Wednesday 6 July 2016

Today's Update From The Waugh Zone Is Titled `MISSION ACCOMPLISHED'

* Paul Waugh
by Paul Waugh

That is that, the end. Seven years after it was commissioned, the Chilcot report will finally be published today. Political reporters are currently locked away studying its 2.6 million words (furiously tapping Ctrl-F and ‘Tony Blair’). The Inquiry's conclusions will be released around 11.30am.

Sir John will not be taking questions when he unveils the 12-volume report. But in an interview ahead of its release, he said the Inquiry “wouldn’t shy away” from criticising the leading players in the war.

Whatever today’s outcome, it is likely the report will confirm what people already think. Prepare for Twitter spats. But what happens next? The legacy of Iraq is the thread that runs through British politics and the UK’s foreign policy approach to this day. Closure seems unlikely. More than 200 people were killed by an Isis suicide bombing in Baghdad on Sunday.

Andrew Murrison, a former Tory defense minister, tells me he is worried the report will be used against British soldiers while those “higher up the food chain to get off criticism which is their due”. Murrison, who voted against the war only to then serve in it as a Royal Navy reserve officer, says “it seems to me that Tony Blair is in the dock” and it would be “simply not right, instinctively, if after all this pain and grief the country has gone through, the man who made key decisions at that time was not to come in for some extremely severe criticism”.

Some want more than severe criticism. They are prepared to use the report to call for Blair to be tried for war crimes. All eyes will be on Jeremy Corbyn this afternoon when he stands up in the Commons to deliver his verdict on the report, Blair and Labour MPs who voted for the war in 2003.

Here are some seismic things that have happened since Gordon Brown set up the Inquiry in 2009: a coalition government, the Leveson Inquiry, a Scottish independence referendum, a Tory majority, Brexit, two Labour leadership contests, a Tory leadership contest, the Juno probe travelled 1.8 billion miles from Earth to Jupiter. Snapchat.
 
* Paul Waugh Is The Executive Editor, HuffPost, UK.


### What to work on
Down to the last line, repeat the entries exactly and drop any image.

(Items listed in a dataset)
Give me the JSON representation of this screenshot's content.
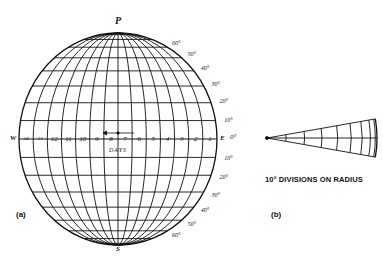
{
  "figure_a": {
    "panel_label": "(a)",
    "north_pole_label": "P",
    "south_pole_label": "S",
    "west_label": "W",
    "east_label": "E",
    "axis_label": "DAYS",
    "day_labels": [
      "14",
      "13",
      "12",
      "11",
      "10",
      "9",
      "8",
      "7",
      "6",
      "5",
      "4",
      "3",
      "2",
      "1"
    ],
    "latitude_labels_north": [
      "60°",
      "50°",
      "40°",
      "30°",
      "20°",
      "10°"
    ],
    "equator_label": "0°",
    "latitude_labels_south": [
      "10°",
      "20°",
      "30°",
      "40°",
      "50°",
      "60°"
    ]
  },
  "figure_b": {
    "panel_label": "(b)",
    "caption": "10° DIVISIONS ON RADIUS"
  }
}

### Your solution
Give me the JSON representation of this screenshot's content.
{
  "figure_a": {
    "panel_label": "(a)",
    "north_pole_label": "P",
    "south_pole_label": "S",
    "west_label": "W",
    "east_label": "E",
    "axis_label": "DAYS",
    "day_labels": [
      "14",
      "13",
      "12",
      "11",
      "10",
      "9",
      "8",
      "7",
      "6",
      "5",
      "4",
      "3",
      "2",
      "1"
    ],
    "latitude_labels_north": [
      "60°",
      "50°",
      "40°",
      "30°",
      "20°",
      "10°"
    ],
    "equator_label": "0°",
    "latitude_labels_south": [
      "10°",
      "20°",
      "30°",
      "40°",
      "50°",
      "60°"
    ]
  },
  "figure_b": {
    "panel_label": "(b)",
    "caption": "10° DIVISIONS ON RADIUS"
  }
}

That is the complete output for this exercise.